The two are inseparable. Private businesses fire bad employees and reward good employees because they are driven by the profit motive. Public sector employers have no motivation to use the power to hire/fire/reward based on performance because public sector employers are not subject to market forces. Therefore, giving them this power isn't going to help, it's going to hurt.
"In a public school system, merit pay will simply be used to make the system even more corrupt."
Find me a business with more transparent finances. My public school district has the salary of every employee available for all to see online. I know what they spend on every contract, know their business liabilities, age and depreciation on facilities, gross tax receipts, interest payments on debt...
It is as if teachers have not heard of the internet, or sunshine laws. This stuff is all available, and ensuring that administration knows it is the best way to ensure that everything is above board.
Even in the rare case when a government official does have a good idea, it always turns out to be a bad idea. The end result of merit pay can only be that they hire even worse teachers than they have now, in order to save money when budgets get tight.
Except in this case, the "good idea" that turned out to be a "bad idea" was the original one of basing a teachers pay on seniority.
The military does that too, but the bigger factor is rank. Longevity pay should be limited.
I teach, among my responsibilities, as a physician at at teaching hospital. For this we have merit pay, with the teaching bonus ranging from $0 to about $25,000, with a median of about $5,000.
Top performers are few, and well rewarded. Most have some bonus, but a small fraction of the top end, and a few get nothing.
Teaching is quantifiable. 1) what do my residents learn; there are tests for that. 2) what do my residents think of my teaching, they complete anonymous surveys, 3) what teaching programs have I developed over the past year that advance resident skills; skills that can be measured.
If teaching does not produce results, then one is not teaching.
Gasman,
How well would your merit pay system translate to K-12 education? That is an important question.
1) If your residents take tests that are valid and accurate measures of what you want them to learn, then that's great. It sounds like you have one component of what you need to determine merit. One question, is the bonus competitive with other physicians, or is it based on set criteria?
My concern about how this translates to K-12 is that kids take a lot of tests just for math and reading. Having one for every subject, especially in high school, so that every teacher is getting judged on test results for their students in their content area, would likely result in test fatigue. Also, teachers should be judged on their contribution, not just the end result. We wouldn't want a competitive system that makes teaching the 'good' kids an advantage.
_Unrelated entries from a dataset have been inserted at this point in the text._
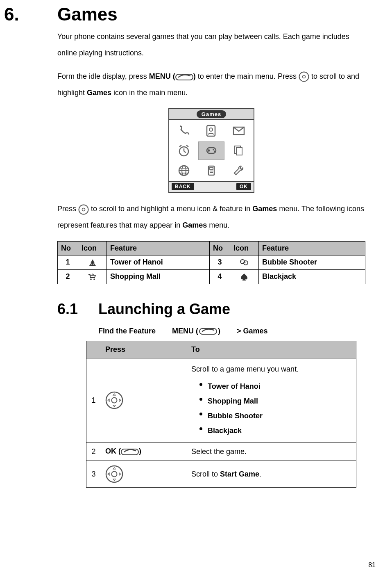 The width and height of the screenshot is (392, 577). What do you see at coordinates (144, 350) in the screenshot?
I see `col-press: Press` at bounding box center [144, 350].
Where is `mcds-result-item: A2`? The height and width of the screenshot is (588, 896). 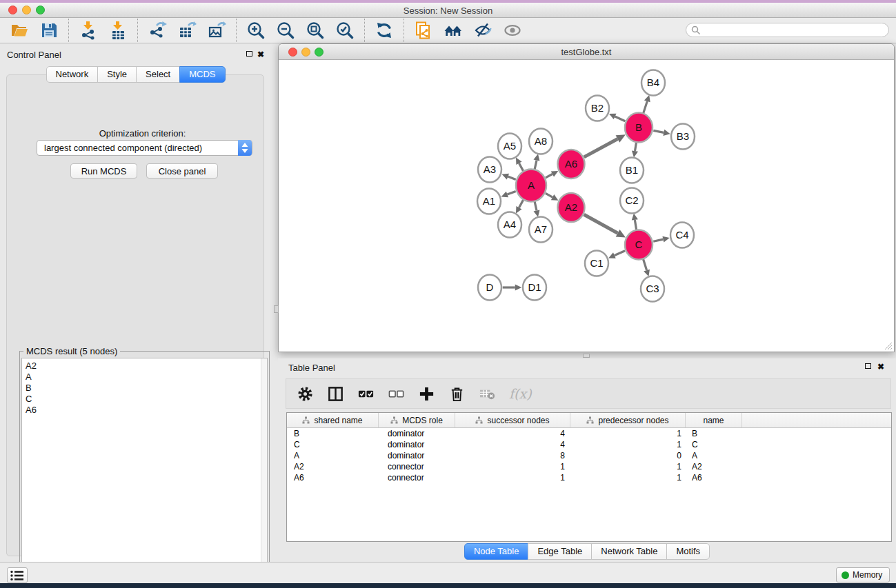 mcds-result-item: A2 is located at coordinates (141, 366).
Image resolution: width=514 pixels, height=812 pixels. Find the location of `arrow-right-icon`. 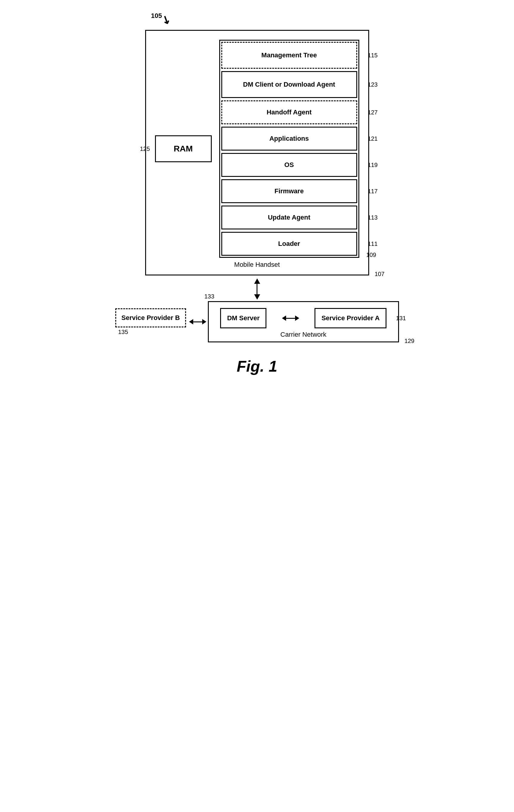

arrow-right-icon is located at coordinates (204, 322).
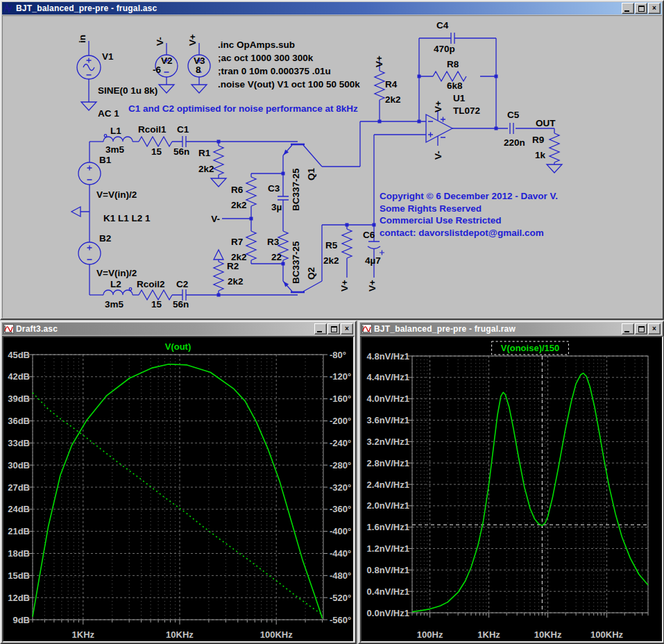  What do you see at coordinates (455, 86) in the screenshot?
I see `schematic-label: 6k8` at bounding box center [455, 86].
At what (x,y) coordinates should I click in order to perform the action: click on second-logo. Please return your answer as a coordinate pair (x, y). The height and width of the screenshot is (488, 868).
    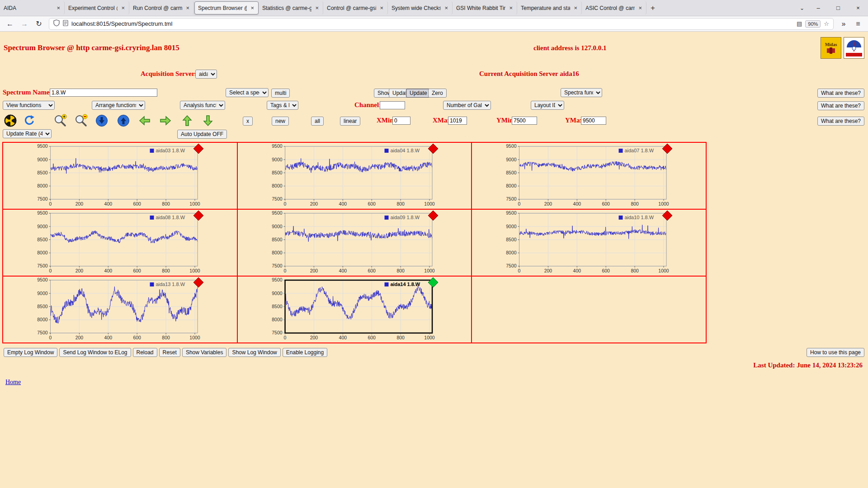
    Looking at the image, I should click on (854, 48).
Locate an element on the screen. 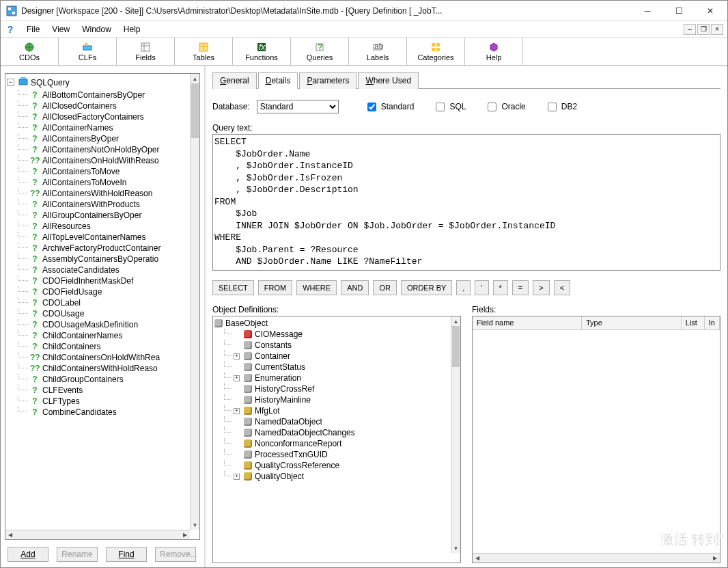 The image size is (728, 568). tree-item: ?AllContainersToMove is located at coordinates (110, 172).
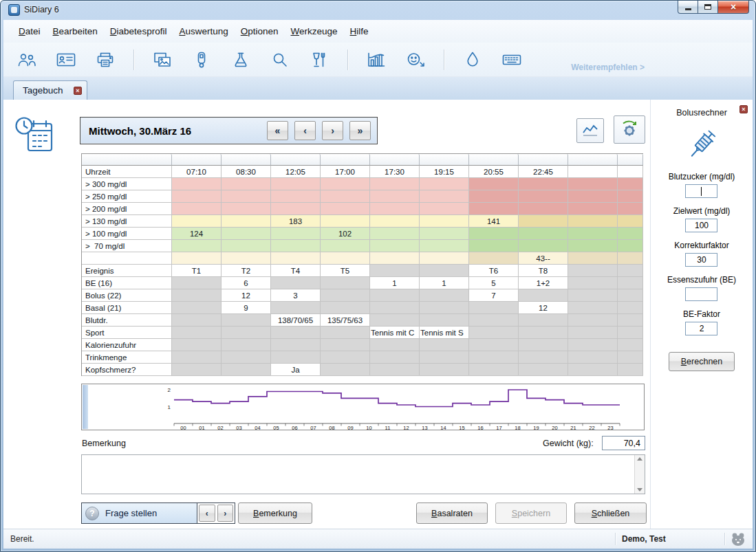 The image size is (756, 552). Describe the element at coordinates (345, 234) in the screenshot. I see `diary-cell: 102` at that location.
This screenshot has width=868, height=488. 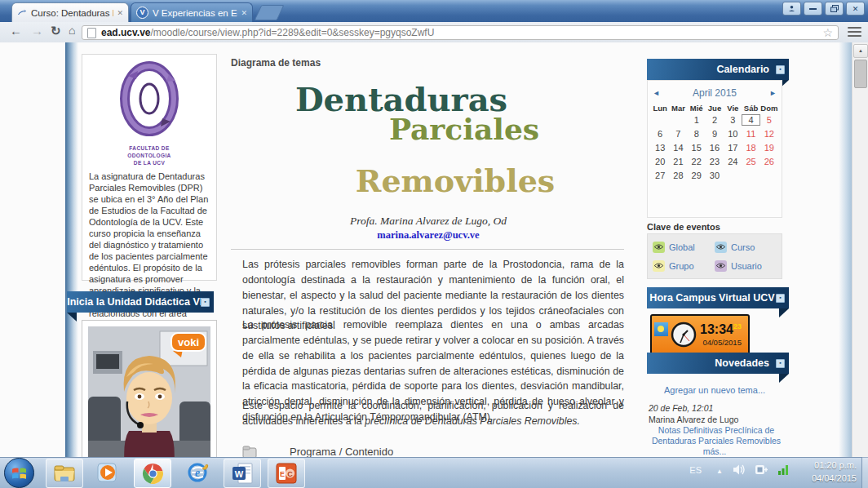 I want to click on calendar-day: 3, so click(x=733, y=120).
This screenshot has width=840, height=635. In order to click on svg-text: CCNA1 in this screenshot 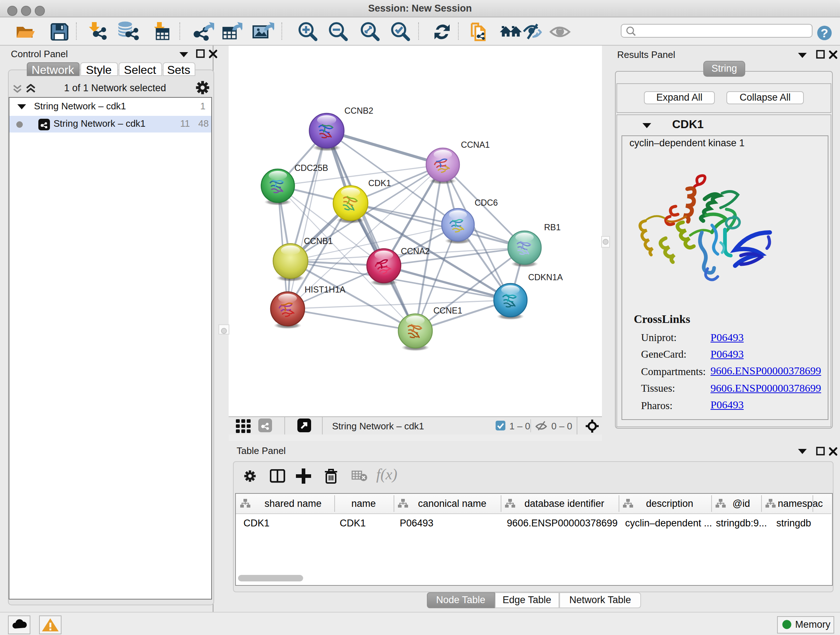, I will do `click(475, 144)`.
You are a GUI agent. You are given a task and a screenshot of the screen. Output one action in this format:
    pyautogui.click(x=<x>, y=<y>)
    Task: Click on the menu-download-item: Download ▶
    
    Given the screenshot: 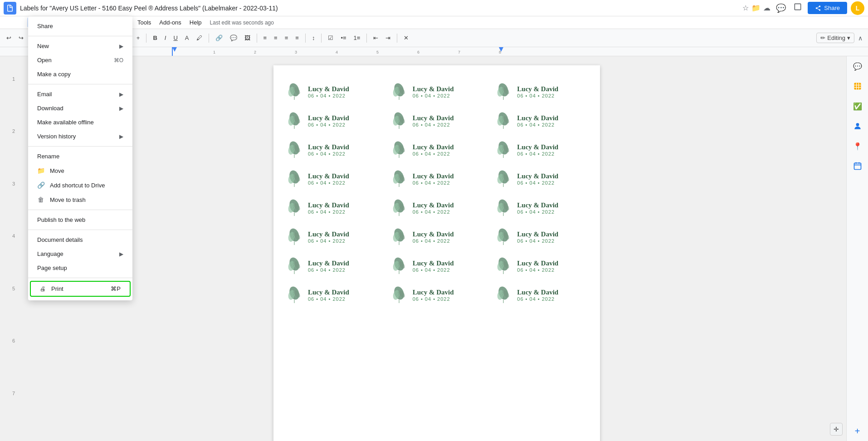 What is the action you would take?
    pyautogui.click(x=80, y=108)
    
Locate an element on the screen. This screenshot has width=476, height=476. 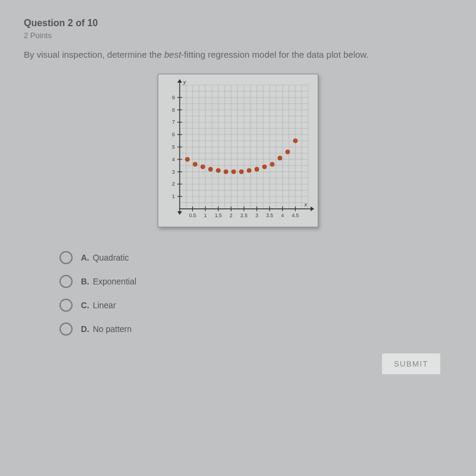
svg-text: 8 is located at coordinates (174, 110).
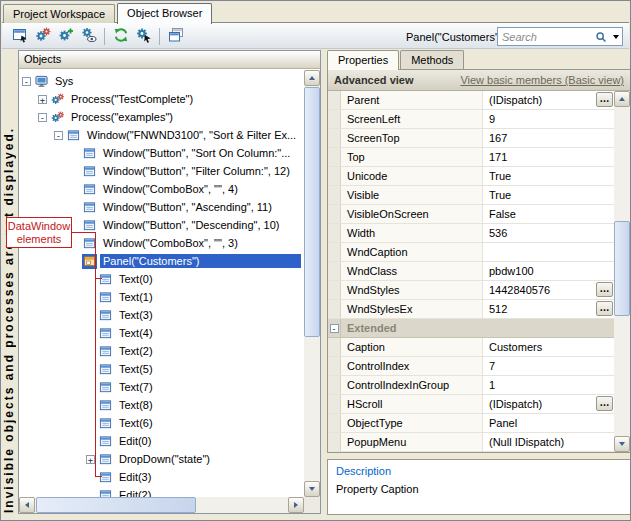 The height and width of the screenshot is (521, 631). What do you see at coordinates (548, 423) in the screenshot?
I see `property-value: Panel` at bounding box center [548, 423].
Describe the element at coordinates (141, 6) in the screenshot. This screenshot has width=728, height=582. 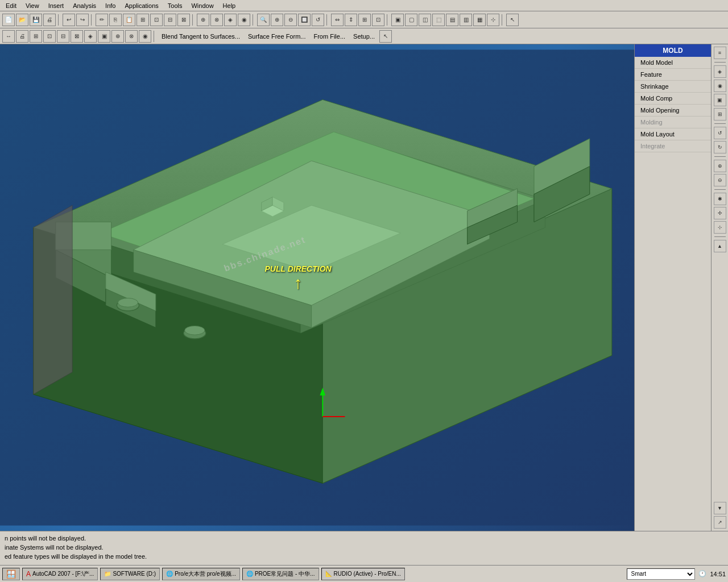
I see `menu-applications: Applications` at that location.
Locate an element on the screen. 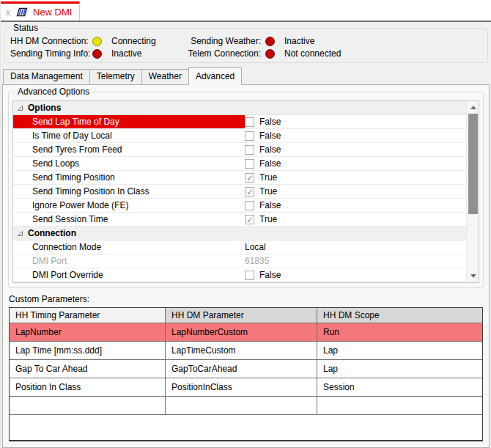 This screenshot has width=491, height=448. property-name: Connection Mode is located at coordinates (129, 247).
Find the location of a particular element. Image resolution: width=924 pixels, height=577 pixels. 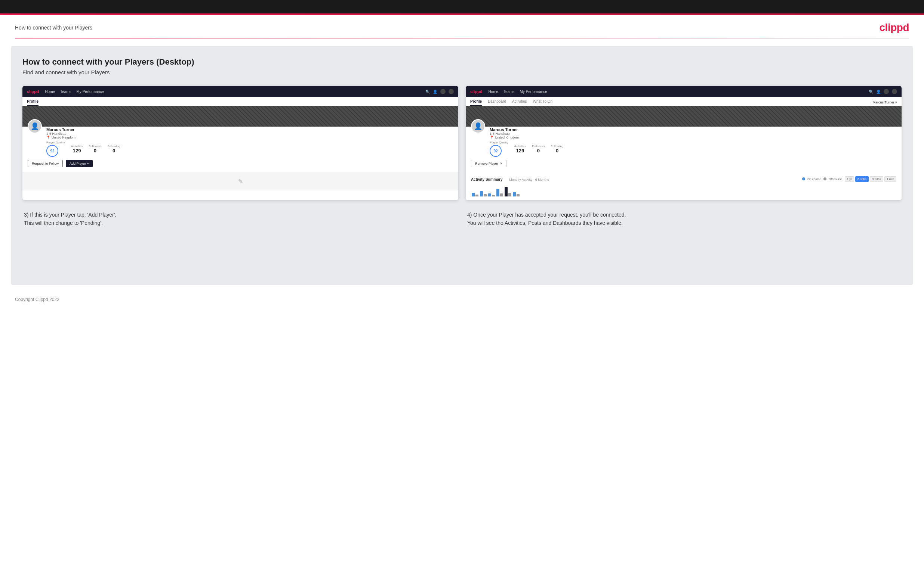

handicap-left: 1-5 Handicap is located at coordinates (250, 134).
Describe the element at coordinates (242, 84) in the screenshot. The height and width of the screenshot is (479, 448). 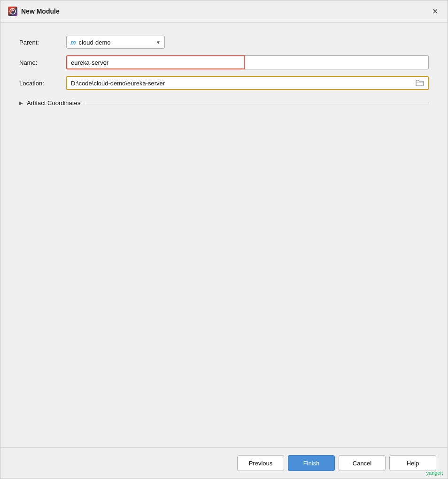
I see `location-input` at that location.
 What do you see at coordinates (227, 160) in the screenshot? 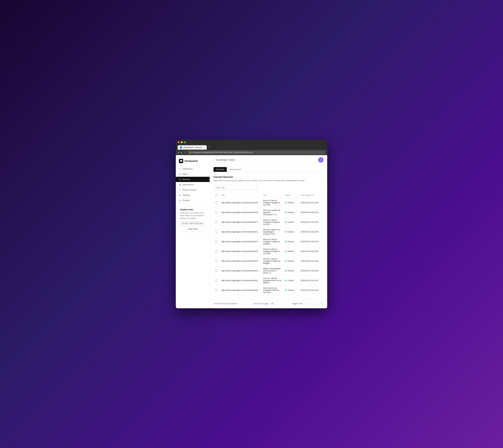
I see `chatbot-selector: SnapWidget Chatbot ⌄` at bounding box center [227, 160].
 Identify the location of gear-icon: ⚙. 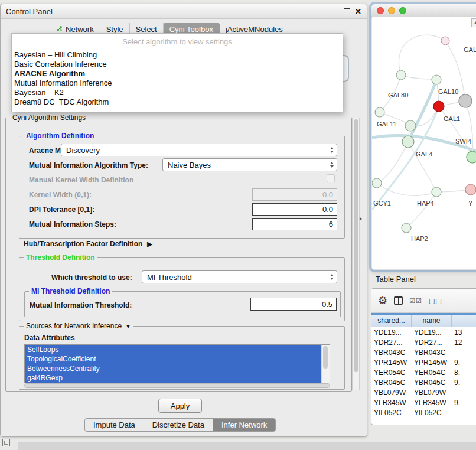
(383, 301).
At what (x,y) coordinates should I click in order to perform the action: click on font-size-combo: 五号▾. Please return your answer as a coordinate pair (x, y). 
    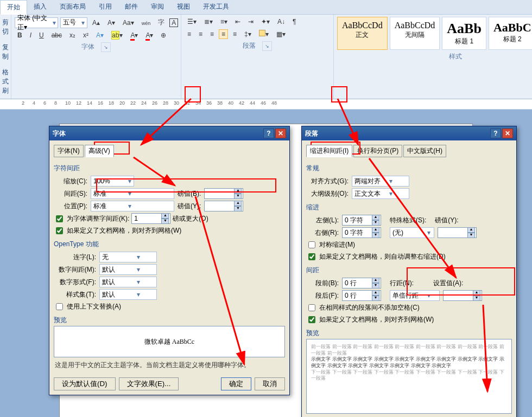
    Looking at the image, I should click on (74, 23).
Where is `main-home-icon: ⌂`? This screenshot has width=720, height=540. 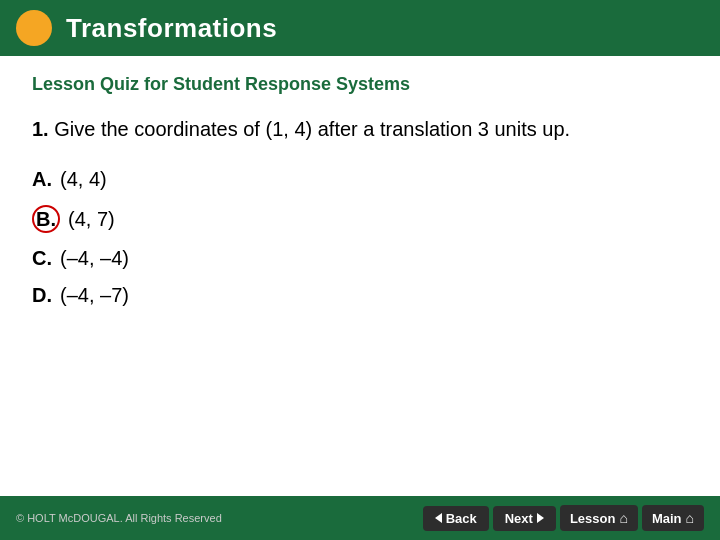 main-home-icon: ⌂ is located at coordinates (690, 518).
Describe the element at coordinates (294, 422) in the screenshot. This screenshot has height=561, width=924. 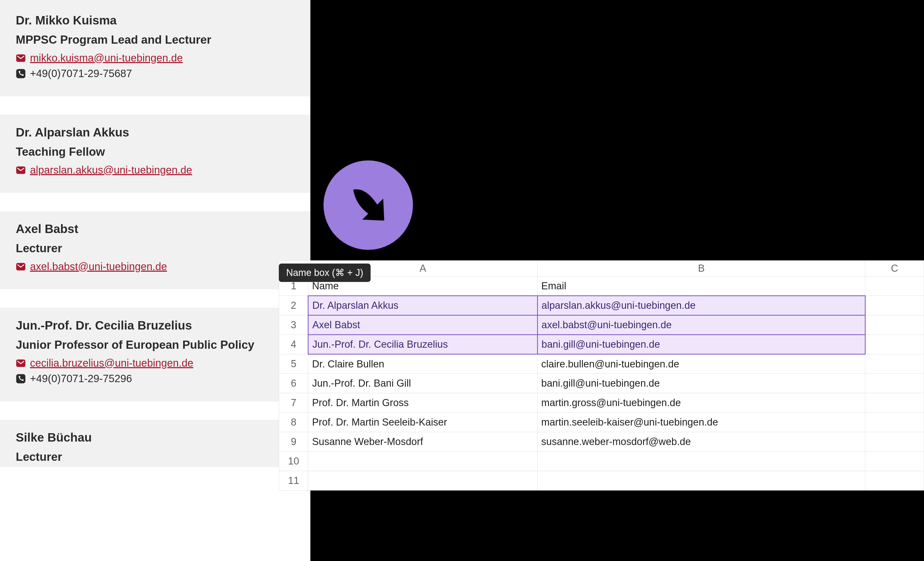
I see `row-header: 8` at that location.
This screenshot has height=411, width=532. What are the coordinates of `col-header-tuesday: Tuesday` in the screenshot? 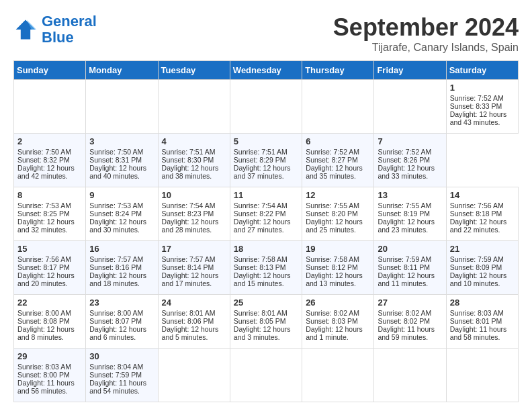 It's located at (193, 71).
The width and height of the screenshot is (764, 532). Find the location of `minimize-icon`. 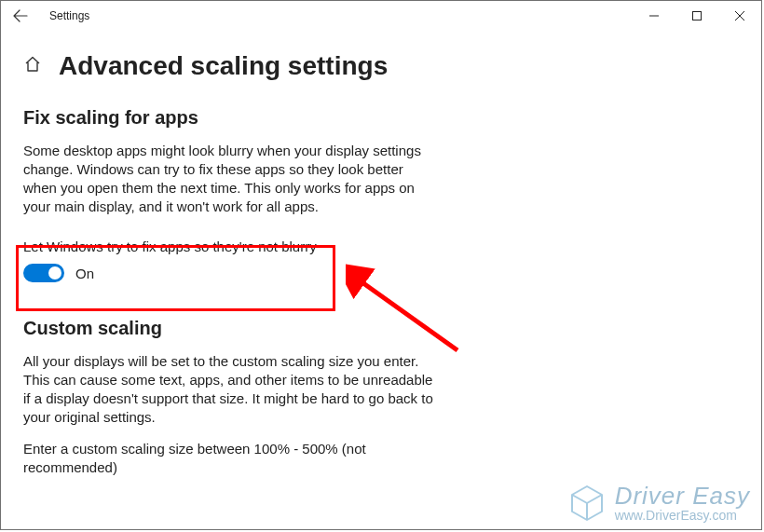

minimize-icon is located at coordinates (654, 16).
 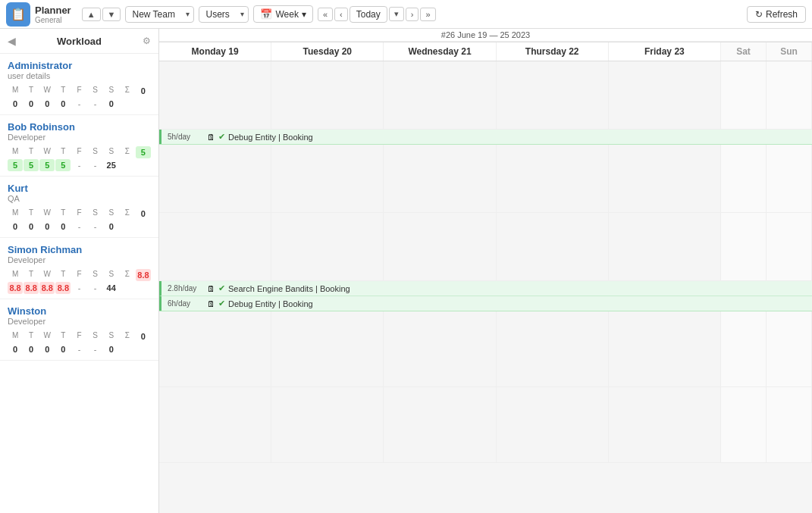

2) Your residents are high-achieving adults, so I would certainly expect them to be fair in their surveys. Do you think that would work in a general population of a K-12 school?
3) Demonstrating innovation in teaching should definitely be included in a teacher's evaluation, merit pay or not.
Basically, your merit pay plan works because you have a lot of confidence that it is fair and accurate. I wouldn't expect you to feel positively about it if it wasn't. As a K-12 public school teacher, my concern is that merit pay programs wouldn't be fair or accurate, meaning that they would do more harm than good.